Personalization through Blended Learning
The desire within teachers to personalize learning to unique student needs is nothing new. For decades, teachers have sought ways to make this a reality. Today, technology has opened doors to new and promising teaching methods, paving the way for deeper personalized learning for students. Specifically, the use of online and blended learning have become modalities for personalization, allowing teachers to disseminate and adapt content as needed.
Blended Learning
Blended learning combines the best of both worlds: traditional classroom encounters with online tools and learning paths. If appropriately implemented, and with care, blended learning can be a catalyst for personalized learning. Generally speaking, successful implementation of blended learning requires that face-to-face and virtual learning work hand in hand to create meaning experiences, experiences that ultimately lead to greater student understanding of the content being taught. Blended learning cannot be successful in a silo.
Personalized Learning
Personalized learning allows students several opportunities. First, it will enable students to choose when and how they best learn. Second, some virtual platforms allow students to create online profiles, which identify for teachers how each student can master content. The latter is critical since not all students are strong test-takers. Historically, test scores have been the one-way schools determined which students were doing well, and which were struggling, when in reality some students, who were deemed to be struggling, may have just needed a different modality to show what they know.
Personalizing Learning Via Blended Learning
To work together, it is best to start with an understanding of what blended learning and personalized learning, in essence, are. In short, blended learning is a vehicle. It is a way in which information can be shared by educators and learned by students. However, on its own, blended learning is not necessarily productive.
A teacher, for example, can share content in person and then online, but without a strategy to help students understand and apply the information, it may become lost in translation. Personalized learning occurs when strategies are applied alongside the dissemination of information, strategies that help students engage with content in a way that makes the most sense to them.
Blended learning thus supports personalized learning. For example, adaptive learning is a form of personalized learning. It occurs when content is adapted to progress, or regress, with the learning needs of an individual student. With the use of technology, teachers can use virtual learning paths that guide students through content, flexing where necessary, and emphasizing modules that may need additional attention.
When students and teachers meet face to face, an opportunity now exists for both parties to ask questions, apply knowledge, and gain deeper understandings of the situation at hand. This may mean that the student asks clarifying questions to the teacher about the content being taught, or that the teacher can help the student apply the content within now in-person contexts. Thus, personalized learning is achieved by leveraging online learning tools and platforms, as well as traditional brick and mortar classroom sessions.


» **WHAT YOU NEED TO DO**
Scan the entries for the word "EBBR". Every line that has it should be copied.

* * * * * * * * *

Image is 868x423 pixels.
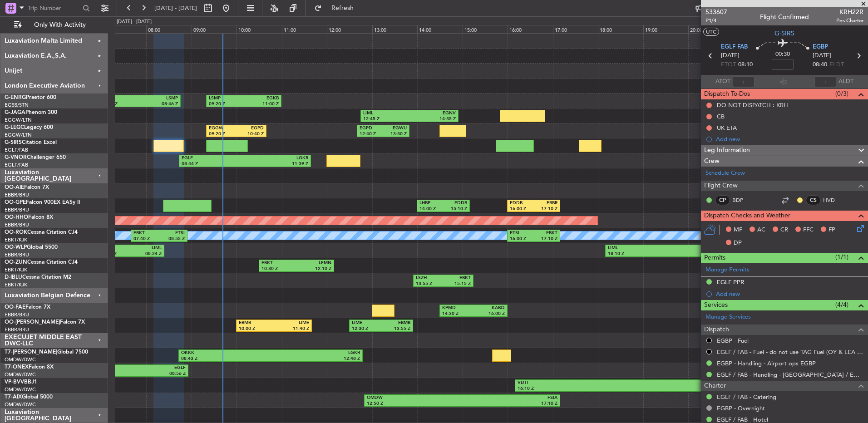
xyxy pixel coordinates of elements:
[372,25,417,33] div: 13:00
[715,195,730,205] div: CP
[4,371,36,378] a: OMDW/DWC
[4,245,58,250] a: OO-WLPGlobal 5500
[676,385,836,392] div: 23:20 Z
[131,245,161,251] div: LIML
[721,61,736,70] span: ETOT
[117,18,152,26] div: [DATE] - [DATE]
[4,379,24,385] span: VP-BVV
[271,356,360,362] div: 12:48 Z
[139,101,178,107] div: 08:46 Z
[4,326,29,333] a: EBBR/BRU
[4,109,57,115] a: G-JAGAPhenom 300
[4,140,57,145] a: G-SIRSCitation Excel
[383,125,407,132] div: EGWU
[806,195,821,205] div: CS
[4,266,27,273] a: EBKT/KJK
[363,116,409,123] div: 12:45 Z
[101,101,140,107] div: 06:57 Z
[363,110,409,117] div: LIML
[4,364,29,370] span: T7-ONEX
[443,200,467,206] div: EDDB
[704,381,726,391] span: Charter
[4,260,27,265] span: OO-ZUN
[803,226,813,234] span: FFC
[209,101,243,107] div: 09:20 Z
[510,206,534,212] div: 16:00 Z
[139,95,178,101] div: LSMP
[4,214,28,220] span: OO-HHO
[209,131,237,138] div: 09:20 Z
[351,319,381,326] div: LIME
[209,125,237,132] div: EGGW
[4,200,26,205] span: OO-GPE
[4,251,29,258] a: EBBR/BRU
[704,211,790,221] span: Dispatch Checks and Weather
[4,394,53,399] a: T7-AIXGlobal 5000
[416,281,443,287] div: 13:55 Z
[4,281,27,288] a: EBKT/KJK
[4,356,36,363] a: OMDW/DWC
[4,386,36,393] a: OMDW/DWC
[474,311,505,317] div: 16:00 Z
[10,18,98,33] button: Only With Activity
[517,379,676,386] div: VDTI
[829,61,844,70] span: ELDT
[608,245,676,251] div: LIML
[598,25,643,33] div: 18:00
[310,1,364,16] button: Refresh
[274,319,309,326] div: LIME
[4,401,36,407] a: OMDW/DWC
[534,230,557,237] div: EBKT
[4,95,56,101] a: G-ENRGPraetor 600
[261,260,296,266] div: EBKT
[4,214,53,220] a: OO-HHOFalcon 8X
[209,95,243,101] div: LSMP
[261,265,296,272] div: 10:30 Z
[4,146,28,153] a: EGLF/FAB
[835,300,848,309] span: (4/4)
[4,125,53,130] a: G-LEGCLegacy 600
[442,311,474,317] div: 14:30 Z
[133,230,159,237] div: EBKT
[705,313,750,322] a: Manage Services
[417,25,462,33] div: 14:00
[643,25,688,33] div: 19:00
[676,379,836,386] div: OMDW
[836,17,863,24] span: Pos Charter
[813,61,827,70] span: 08:40
[534,206,557,212] div: 17:10 Z
[705,17,727,24] span: P1/4
[705,265,750,274] a: Manage Permits
[4,260,78,265] a: OO-ZUNCessna Citation CJ4
[534,200,557,206] div: EBBR
[101,251,131,257] div: 06:56 Z
[4,155,66,160] a: G-VNORChallenger 650
[323,5,362,11] span: Refresh
[4,349,88,355] a: T7-[PERSON_NAME]Global 7500
[239,325,274,332] div: 10:00 Z
[443,275,471,281] div: EBKT
[704,89,750,99] span: Dispatch To-Dos
[4,185,49,190] a: OO-AIEFalcon 7X
[181,350,271,356] div: OKKK
[716,290,863,297] div: Add new
[4,305,25,310] span: OO-FAE
[243,101,279,107] div: 11:00 Z
[508,25,553,33] div: 16:00
[27,1,80,15] input: Trip Number
[705,169,744,177] a: Schedule Crew
[4,132,32,138] a: EGGW/LTN
[704,156,719,166] span: Crew
[688,25,733,33] div: 20:00
[703,27,719,35] button: UTC
[181,155,245,161] div: EGLF
[4,379,37,385] a: VP-BVVBBJ1
[442,305,474,311] div: KPMD
[155,4,197,13] span: [DATE] - [DATE]
[381,319,411,326] div: EBMB
[4,394,21,399] span: T7-AIX
[704,300,727,310] span: Services
[4,200,80,205] a: OO-GPEFalcon 900EX EASy II
[716,404,764,412] a: EGBP - Overnight
[409,116,456,123] div: 14:55 Z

* * * * * * * * *

» **TASK OUTPUT**
[4,326,29,333] a: EBBR/BRU
[4,251,29,258] a: EBBR/BRU
[534,200,557,206] div: EBBR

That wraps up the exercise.